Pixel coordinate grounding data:
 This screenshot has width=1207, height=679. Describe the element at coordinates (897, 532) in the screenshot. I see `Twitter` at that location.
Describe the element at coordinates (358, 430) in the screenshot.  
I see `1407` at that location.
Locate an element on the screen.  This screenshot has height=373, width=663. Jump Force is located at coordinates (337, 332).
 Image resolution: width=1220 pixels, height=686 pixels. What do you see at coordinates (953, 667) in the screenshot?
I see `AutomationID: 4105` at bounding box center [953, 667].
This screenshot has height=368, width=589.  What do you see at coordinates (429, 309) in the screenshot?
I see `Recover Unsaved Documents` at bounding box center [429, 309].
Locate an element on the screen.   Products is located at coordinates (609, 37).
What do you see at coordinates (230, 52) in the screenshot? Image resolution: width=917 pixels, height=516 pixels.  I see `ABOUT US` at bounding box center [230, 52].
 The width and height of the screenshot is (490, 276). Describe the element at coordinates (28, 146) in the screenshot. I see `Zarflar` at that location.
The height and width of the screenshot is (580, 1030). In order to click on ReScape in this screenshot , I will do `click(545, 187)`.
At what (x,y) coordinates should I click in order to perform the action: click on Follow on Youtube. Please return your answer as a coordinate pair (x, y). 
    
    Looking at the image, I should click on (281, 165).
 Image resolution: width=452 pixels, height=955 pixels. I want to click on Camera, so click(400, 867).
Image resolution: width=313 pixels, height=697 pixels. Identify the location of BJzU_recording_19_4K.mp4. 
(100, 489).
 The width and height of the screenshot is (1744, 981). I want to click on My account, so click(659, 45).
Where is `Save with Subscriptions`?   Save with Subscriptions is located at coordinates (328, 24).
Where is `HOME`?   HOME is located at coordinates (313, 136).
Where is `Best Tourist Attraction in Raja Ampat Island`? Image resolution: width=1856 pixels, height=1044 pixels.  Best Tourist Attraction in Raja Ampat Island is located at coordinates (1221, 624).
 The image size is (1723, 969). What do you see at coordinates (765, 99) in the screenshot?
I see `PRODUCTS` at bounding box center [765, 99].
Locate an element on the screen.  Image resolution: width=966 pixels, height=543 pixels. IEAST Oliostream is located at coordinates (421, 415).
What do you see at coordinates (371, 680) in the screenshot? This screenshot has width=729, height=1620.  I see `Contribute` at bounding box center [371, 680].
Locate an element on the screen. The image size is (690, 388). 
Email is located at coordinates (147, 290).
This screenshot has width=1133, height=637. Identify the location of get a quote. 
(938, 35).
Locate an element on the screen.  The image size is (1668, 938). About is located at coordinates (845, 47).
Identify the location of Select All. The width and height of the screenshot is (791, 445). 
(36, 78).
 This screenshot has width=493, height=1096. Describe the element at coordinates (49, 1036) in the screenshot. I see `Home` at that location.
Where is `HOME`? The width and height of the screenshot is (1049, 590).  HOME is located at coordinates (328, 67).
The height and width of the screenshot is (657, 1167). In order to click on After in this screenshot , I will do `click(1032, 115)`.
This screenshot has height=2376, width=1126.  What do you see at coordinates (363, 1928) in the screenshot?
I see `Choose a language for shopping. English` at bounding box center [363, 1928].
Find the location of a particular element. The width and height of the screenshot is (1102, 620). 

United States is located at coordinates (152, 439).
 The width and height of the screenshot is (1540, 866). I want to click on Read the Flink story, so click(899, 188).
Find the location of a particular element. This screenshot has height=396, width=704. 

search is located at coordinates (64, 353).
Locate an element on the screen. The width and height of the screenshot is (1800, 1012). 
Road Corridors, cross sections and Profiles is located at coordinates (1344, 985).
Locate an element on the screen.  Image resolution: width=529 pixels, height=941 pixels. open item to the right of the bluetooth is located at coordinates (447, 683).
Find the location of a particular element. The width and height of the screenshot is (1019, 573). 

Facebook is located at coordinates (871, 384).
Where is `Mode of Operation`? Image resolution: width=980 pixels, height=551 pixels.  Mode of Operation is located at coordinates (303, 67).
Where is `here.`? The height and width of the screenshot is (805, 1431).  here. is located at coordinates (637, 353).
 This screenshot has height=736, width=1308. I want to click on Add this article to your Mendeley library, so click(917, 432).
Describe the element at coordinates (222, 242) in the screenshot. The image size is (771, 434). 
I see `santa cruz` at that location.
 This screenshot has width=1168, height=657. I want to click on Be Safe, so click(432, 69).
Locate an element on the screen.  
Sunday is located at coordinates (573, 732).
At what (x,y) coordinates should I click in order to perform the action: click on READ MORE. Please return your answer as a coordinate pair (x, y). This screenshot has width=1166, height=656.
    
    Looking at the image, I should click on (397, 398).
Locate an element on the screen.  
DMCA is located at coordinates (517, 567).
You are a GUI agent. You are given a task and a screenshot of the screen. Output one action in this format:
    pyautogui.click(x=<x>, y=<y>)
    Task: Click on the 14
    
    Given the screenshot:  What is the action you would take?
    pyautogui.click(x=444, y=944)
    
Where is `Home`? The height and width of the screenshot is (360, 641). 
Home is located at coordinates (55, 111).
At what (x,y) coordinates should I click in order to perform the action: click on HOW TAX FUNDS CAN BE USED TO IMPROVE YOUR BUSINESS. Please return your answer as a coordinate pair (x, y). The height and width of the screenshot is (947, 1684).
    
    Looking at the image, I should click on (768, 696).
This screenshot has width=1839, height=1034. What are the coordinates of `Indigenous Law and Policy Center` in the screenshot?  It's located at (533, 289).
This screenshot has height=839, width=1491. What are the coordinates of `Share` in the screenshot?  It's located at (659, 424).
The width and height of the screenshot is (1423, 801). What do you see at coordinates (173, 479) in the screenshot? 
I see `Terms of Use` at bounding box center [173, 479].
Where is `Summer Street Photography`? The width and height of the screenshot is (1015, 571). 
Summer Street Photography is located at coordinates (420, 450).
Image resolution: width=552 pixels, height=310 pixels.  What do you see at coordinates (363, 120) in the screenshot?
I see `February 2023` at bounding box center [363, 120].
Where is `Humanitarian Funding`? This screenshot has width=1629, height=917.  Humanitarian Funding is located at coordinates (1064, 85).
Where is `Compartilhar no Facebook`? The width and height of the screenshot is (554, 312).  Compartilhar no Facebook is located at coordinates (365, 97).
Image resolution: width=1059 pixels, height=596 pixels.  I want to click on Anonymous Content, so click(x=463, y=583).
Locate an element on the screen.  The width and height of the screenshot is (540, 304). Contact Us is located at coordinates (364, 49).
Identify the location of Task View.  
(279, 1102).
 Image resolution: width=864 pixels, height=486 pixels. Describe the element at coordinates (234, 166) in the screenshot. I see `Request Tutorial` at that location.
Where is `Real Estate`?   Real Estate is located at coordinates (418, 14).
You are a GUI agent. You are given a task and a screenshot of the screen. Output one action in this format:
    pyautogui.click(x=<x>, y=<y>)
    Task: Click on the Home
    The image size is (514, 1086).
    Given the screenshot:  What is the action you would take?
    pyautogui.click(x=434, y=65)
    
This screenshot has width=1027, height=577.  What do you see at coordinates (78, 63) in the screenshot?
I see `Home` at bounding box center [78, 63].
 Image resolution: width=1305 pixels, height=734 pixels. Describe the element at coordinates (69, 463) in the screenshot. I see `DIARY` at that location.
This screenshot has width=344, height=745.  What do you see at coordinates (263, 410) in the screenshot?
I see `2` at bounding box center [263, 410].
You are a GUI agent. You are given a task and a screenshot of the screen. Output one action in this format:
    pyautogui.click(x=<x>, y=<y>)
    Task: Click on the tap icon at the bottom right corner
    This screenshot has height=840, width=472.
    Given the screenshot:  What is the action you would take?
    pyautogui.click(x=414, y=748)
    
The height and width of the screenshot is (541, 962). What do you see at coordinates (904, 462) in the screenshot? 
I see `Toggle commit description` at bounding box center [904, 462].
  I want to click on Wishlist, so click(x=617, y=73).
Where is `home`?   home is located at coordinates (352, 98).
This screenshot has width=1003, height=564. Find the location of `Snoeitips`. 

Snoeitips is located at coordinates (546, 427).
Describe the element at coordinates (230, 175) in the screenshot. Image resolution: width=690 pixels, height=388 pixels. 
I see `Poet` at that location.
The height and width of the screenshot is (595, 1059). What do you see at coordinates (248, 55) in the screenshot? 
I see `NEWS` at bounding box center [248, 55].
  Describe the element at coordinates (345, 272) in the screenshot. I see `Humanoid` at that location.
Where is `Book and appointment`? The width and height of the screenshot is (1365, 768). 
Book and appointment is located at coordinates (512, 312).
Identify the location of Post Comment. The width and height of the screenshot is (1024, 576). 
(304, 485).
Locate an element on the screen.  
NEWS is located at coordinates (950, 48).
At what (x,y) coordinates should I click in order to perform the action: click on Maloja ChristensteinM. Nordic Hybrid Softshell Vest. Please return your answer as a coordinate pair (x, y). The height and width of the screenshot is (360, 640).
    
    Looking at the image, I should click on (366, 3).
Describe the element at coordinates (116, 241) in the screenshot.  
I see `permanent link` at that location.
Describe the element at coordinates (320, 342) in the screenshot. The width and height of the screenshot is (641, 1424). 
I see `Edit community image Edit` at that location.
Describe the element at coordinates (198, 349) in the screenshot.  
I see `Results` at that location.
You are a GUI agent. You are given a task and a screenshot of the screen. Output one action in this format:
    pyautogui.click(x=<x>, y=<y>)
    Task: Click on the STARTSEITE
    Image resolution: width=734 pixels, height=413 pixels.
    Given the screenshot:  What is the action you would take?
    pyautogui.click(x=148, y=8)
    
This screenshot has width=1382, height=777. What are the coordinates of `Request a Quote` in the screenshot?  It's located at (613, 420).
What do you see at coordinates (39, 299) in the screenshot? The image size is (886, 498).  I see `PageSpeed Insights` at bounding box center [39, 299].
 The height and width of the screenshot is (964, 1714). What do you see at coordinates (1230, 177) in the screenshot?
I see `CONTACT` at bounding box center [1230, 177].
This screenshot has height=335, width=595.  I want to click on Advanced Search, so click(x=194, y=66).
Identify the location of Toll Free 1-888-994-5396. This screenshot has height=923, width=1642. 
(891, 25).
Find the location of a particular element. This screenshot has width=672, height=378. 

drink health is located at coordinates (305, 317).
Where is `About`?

INSTRUCTIONS FOR THE TASK: Report how many lines of the entries above contain "right", and give no other output.

EXERCISE RESULT: 2